Despite the indisputable evidence to the contrary, HC Strache doggedly professed his innocence, quickly coming up with a conspiracy theory in which he portrayed himself as the victim. He spoke of a "b'soffene G'schicht" ("a drunken tale") and swore the encounter with the long-legged blonde was a one-off, a claim later refuted.

It is now known that the video was recorded sometime between June 22-25, 2017, when Strache and Gudenus were firmly in opposition mode. Parliamentary elections were scheduled for that autumn. At the time the recordings were made, it was anything but a forgone conclusion that the People's Party and Freedom Party would end up agreeing to form a coalition.

Now that coalition is no more — nor is the Freedom Party, minus the almost cult-figure charisma of Strache at its helm, what it once was.

"Yes, it was a turbulent and eventful year," says Strache, who post-Ibiza affair was subsequently plagued by scandals involving party expense accounts and bags of cash.

New political pastures

The 50-year old has now found himself a new political stage as the head of the "Alliance for Austria" (DAÖ), a splinter party made up of Strache-loyalists from the Freedom Party. He's currently running for the post of mayor of Vienna in elections to be held this autumn, and very confident of his chances.

Strache blames the current strife of his former party on the new leadership — party head, Norbert Hofer and chairman, Herbert Kickl. He can barely hide his malice towards the two, both for their rejection of his offer to find a "common path" and his and his wife Philippa's expulsion from the party.

Österreich Wahlen Wahlkampf FPÖ Kickl
Image: Reuters/L. Foeger

The FPÖ leadership declined to comment for this article.

The party itself appears uncertain of its positions. With the coronavirus lockdown, Kickl initially demanded a complete closure of the country, yet is now seething against "Corona madness." At the same time, the People's party has hijacked the FPÖ positions on issues such as asylum, maintaining the hardline policies put in place by Kickl himself during his term as interior minister.

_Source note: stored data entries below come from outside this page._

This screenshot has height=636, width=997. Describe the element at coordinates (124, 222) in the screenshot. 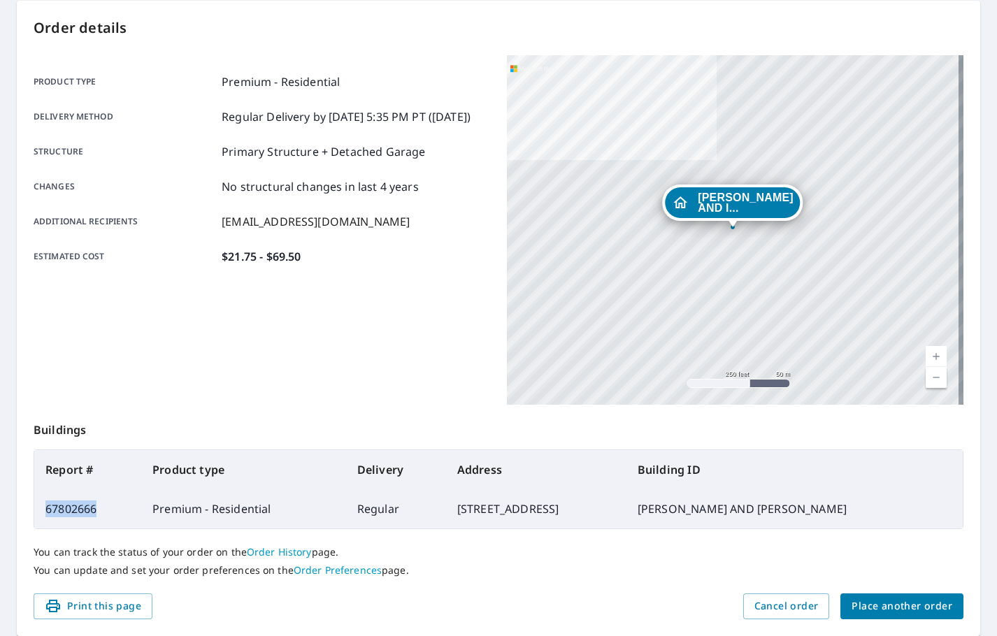

I see `p: Additional recipients` at that location.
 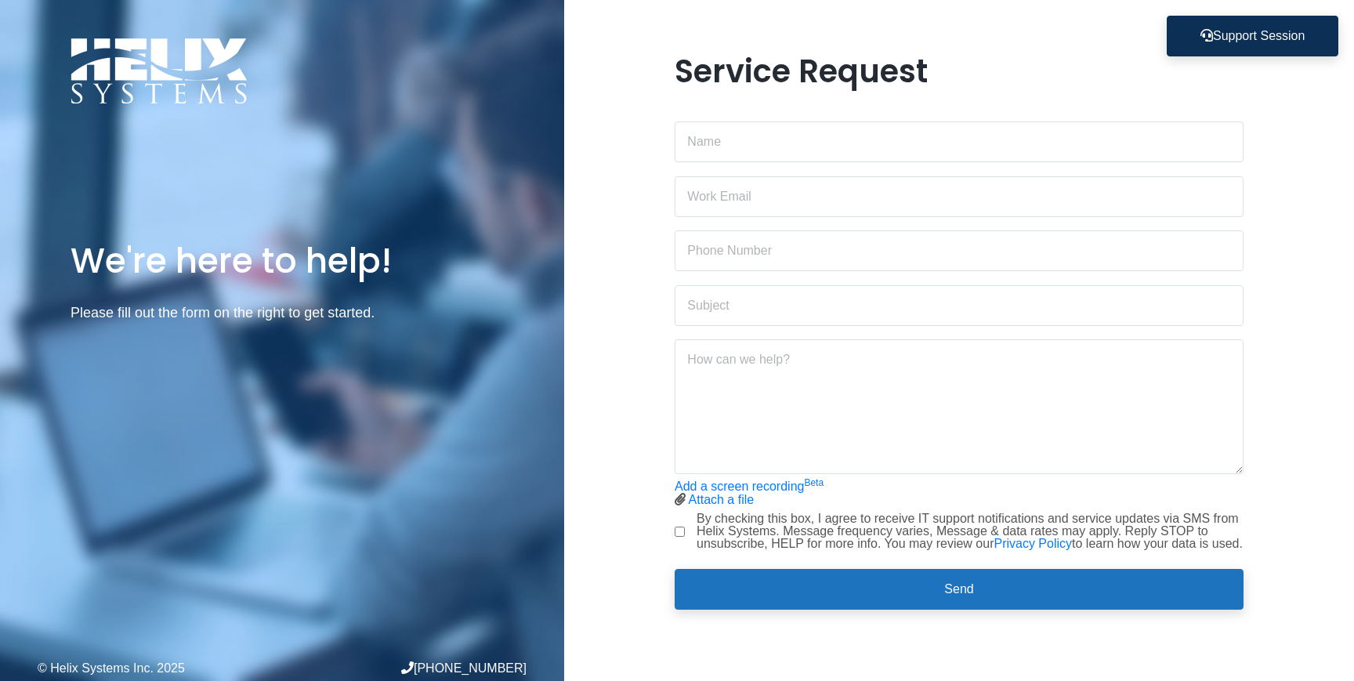 What do you see at coordinates (1253, 36) in the screenshot?
I see `button: Support Session` at bounding box center [1253, 36].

Political consultant Thomas Hofer says the Ibiza video tore a "wound in the FPÖ" and believes the double leadership of Hofer-Kickl is a construct that "cannot work in the long run."

What is interesting, however, is that despite Norbert Hofer and Herbert Kickl having had nothing to do with the Ibiza video, the affair has nevertheless affected the FPÖ just as much as it has Strache.

The Russian connection

"The FPÖ is catching up with the spin of its own past decades," says Thomas Hofer, referring to Strache's use of conspiracy theory and political intrigue to convince his followers that he is the real victim in the case.

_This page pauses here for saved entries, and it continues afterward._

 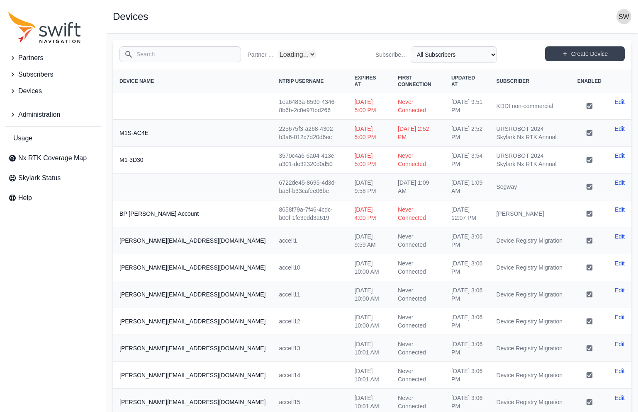 I want to click on td: 225675f3-a268-4302-b3a6-012c7d20d6ec, so click(x=310, y=133).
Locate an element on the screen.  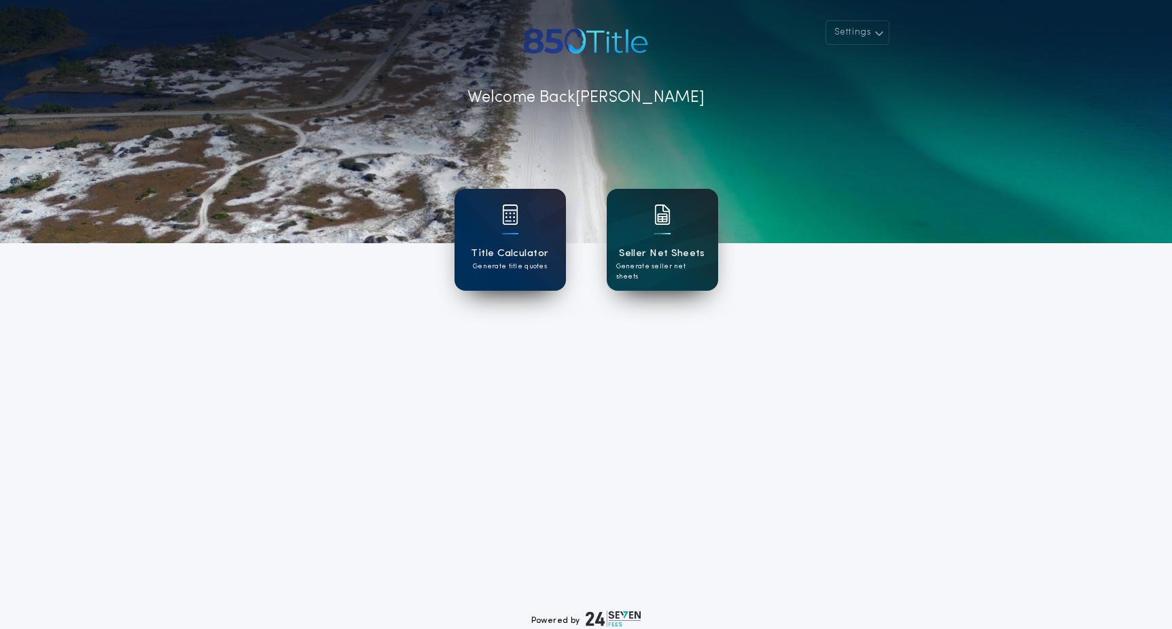
p: Generate title quotes is located at coordinates (510, 266).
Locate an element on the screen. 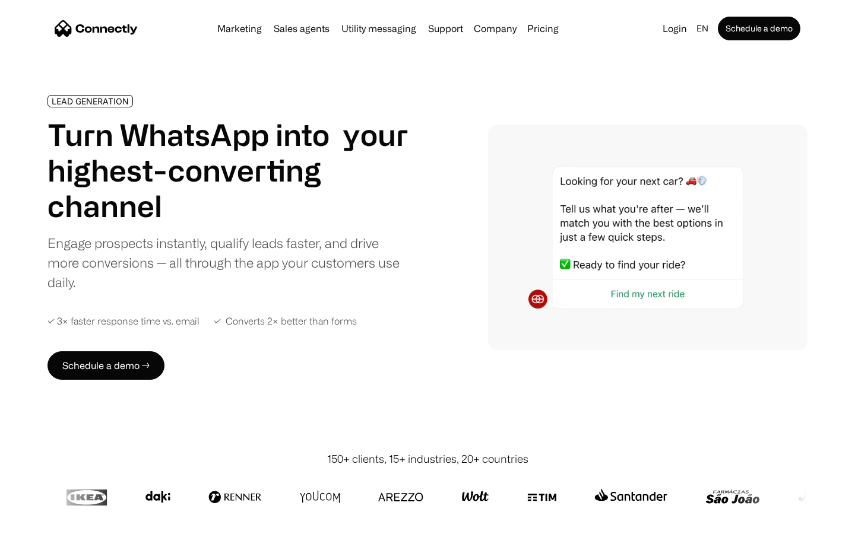  a: Marketing is located at coordinates (239, 28).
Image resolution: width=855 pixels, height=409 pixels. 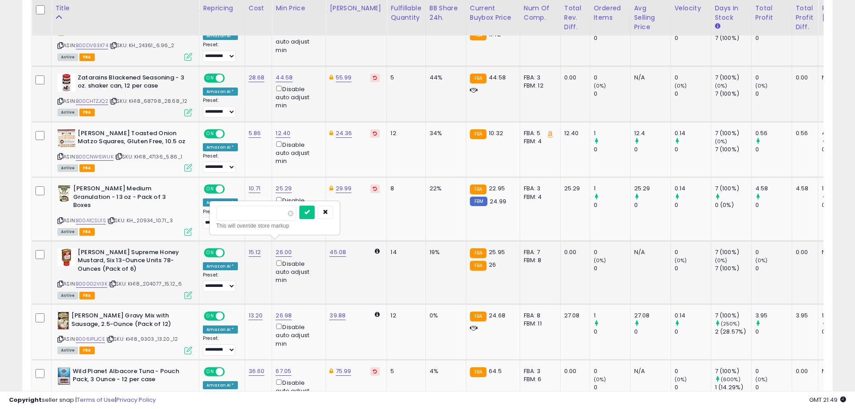 What do you see at coordinates (444, 78) in the screenshot?
I see `div: 44%` at bounding box center [444, 78].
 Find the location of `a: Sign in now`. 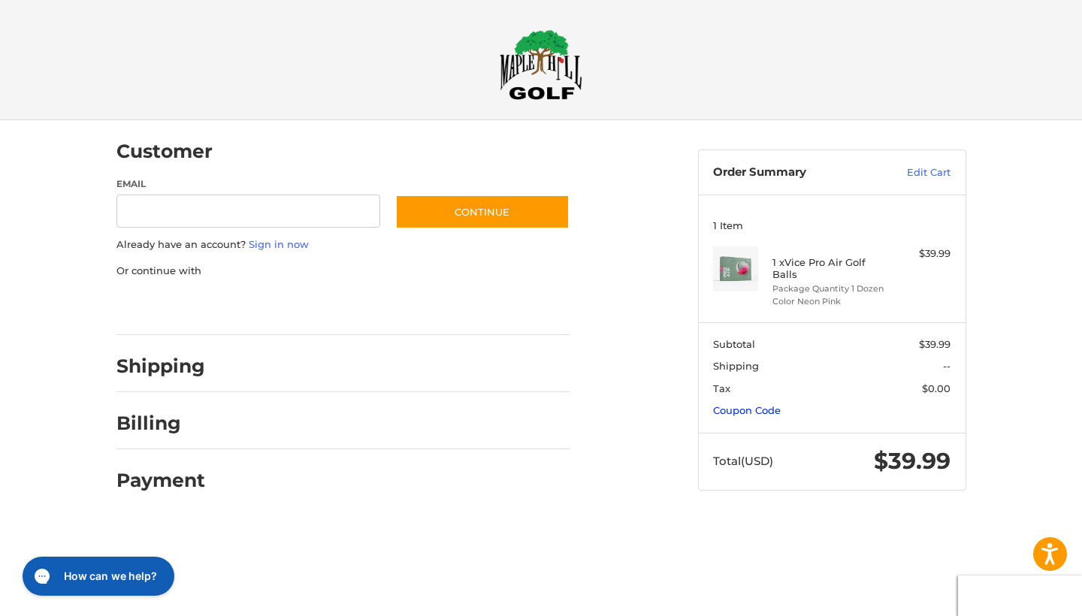

a: Sign in now is located at coordinates (279, 244).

Austrian politician Johann Gudenus with his wife at the Vienna Opera Ball
Gudenus, pictured here with his wife, has disappeared from the political limelightImage: picture-alliance/K. Schöndorfer

While Strache is making a political comeback, Johann Gudenus has gone underground. And according to a former friend of the two — Levan Pirveli, a Georgian businessman living in Austria — that friendship has now turned into a bitter enmity.

Pirveli was the FPÖ's main contact with Russia. It was Pirveli who took Strache to Moscow in 2009 to meet members of the Russian Duma.

According to Pirveli, he explicitly told Gudenus that the woman who passed herself off as "Alyona Makarova," niece of the oligarch Igor Makarov, was not who she said she was. Initial contact between "Makarova" and Gudenus was made by Irena Markovic, a real estate agent friend of Gudenus's future wife, Tajana, who had told Gudenus that "Makarova" had expressed interest in purchasing a family estate belonging to the Gudenus's.

"Makarov is an only child and has no niece, and I told Johann that," says Pirveli of his conversation in May 2017. "But for some reason he did not listen to me." Pirveli speculates that Gudenus was most likely blackmailed with compromising video material into agreeing to take Strache to the meeting in Ibiza the following month.

Who exactly was behind the Ibiza video remains a mystery. But did the video change anything?

"Not enough," says Thomas Hofer. "There were concrete effects, but fundamentally nothing has changed."